**Your assignment**
In this exercise, copy exactly the lines from the one that contains "pixels, height=700 pixels." through the end of the entries below; pictures are not copied.

Stored data entries
· · · ·

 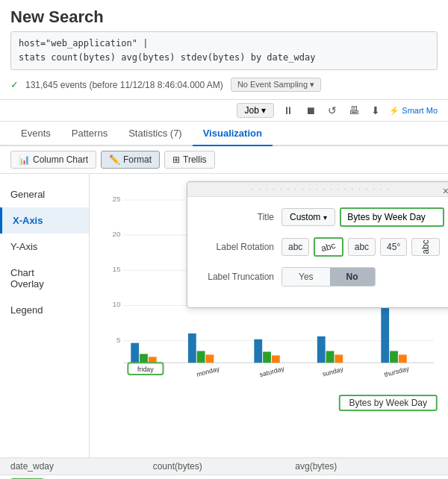 What do you see at coordinates (130, 160) in the screenshot?
I see `format-button: ✏️ Format` at bounding box center [130, 160].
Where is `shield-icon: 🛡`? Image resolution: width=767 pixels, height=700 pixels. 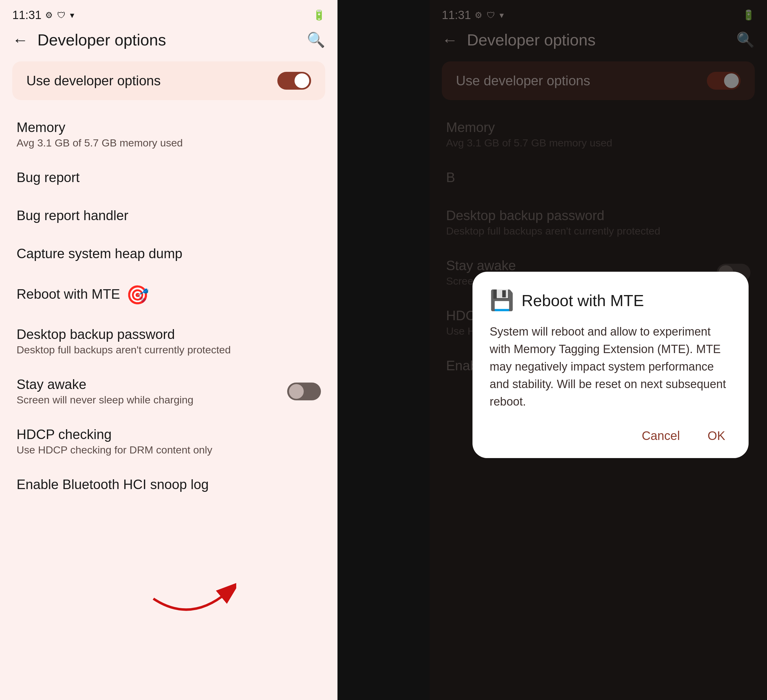
shield-icon: 🛡 is located at coordinates (62, 15).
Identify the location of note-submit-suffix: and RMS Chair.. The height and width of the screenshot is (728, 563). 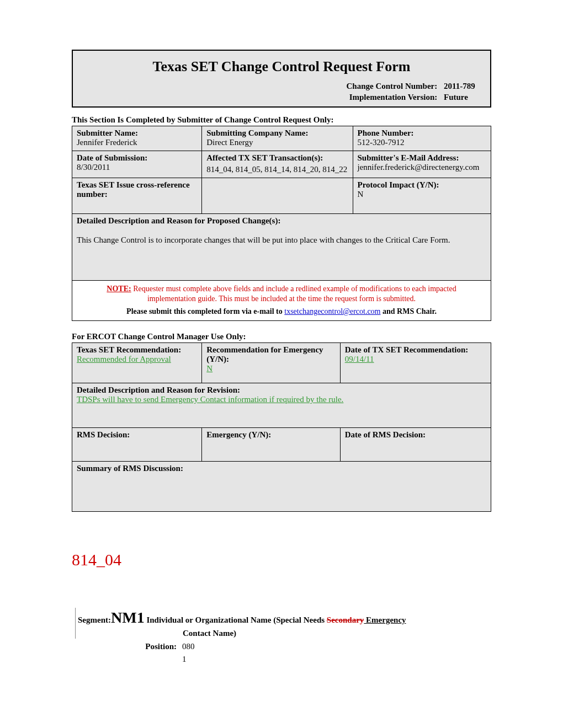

· · · ·

**Solution to this exercise**
Where is `shield-icon: 🛡`? Image resolution: width=767 pixels, height=700 pixels. 
shield-icon: 🛡 is located at coordinates (62, 15).
Identify the location of note-submit-suffix: and RMS Chair.. The height and width of the screenshot is (728, 563). 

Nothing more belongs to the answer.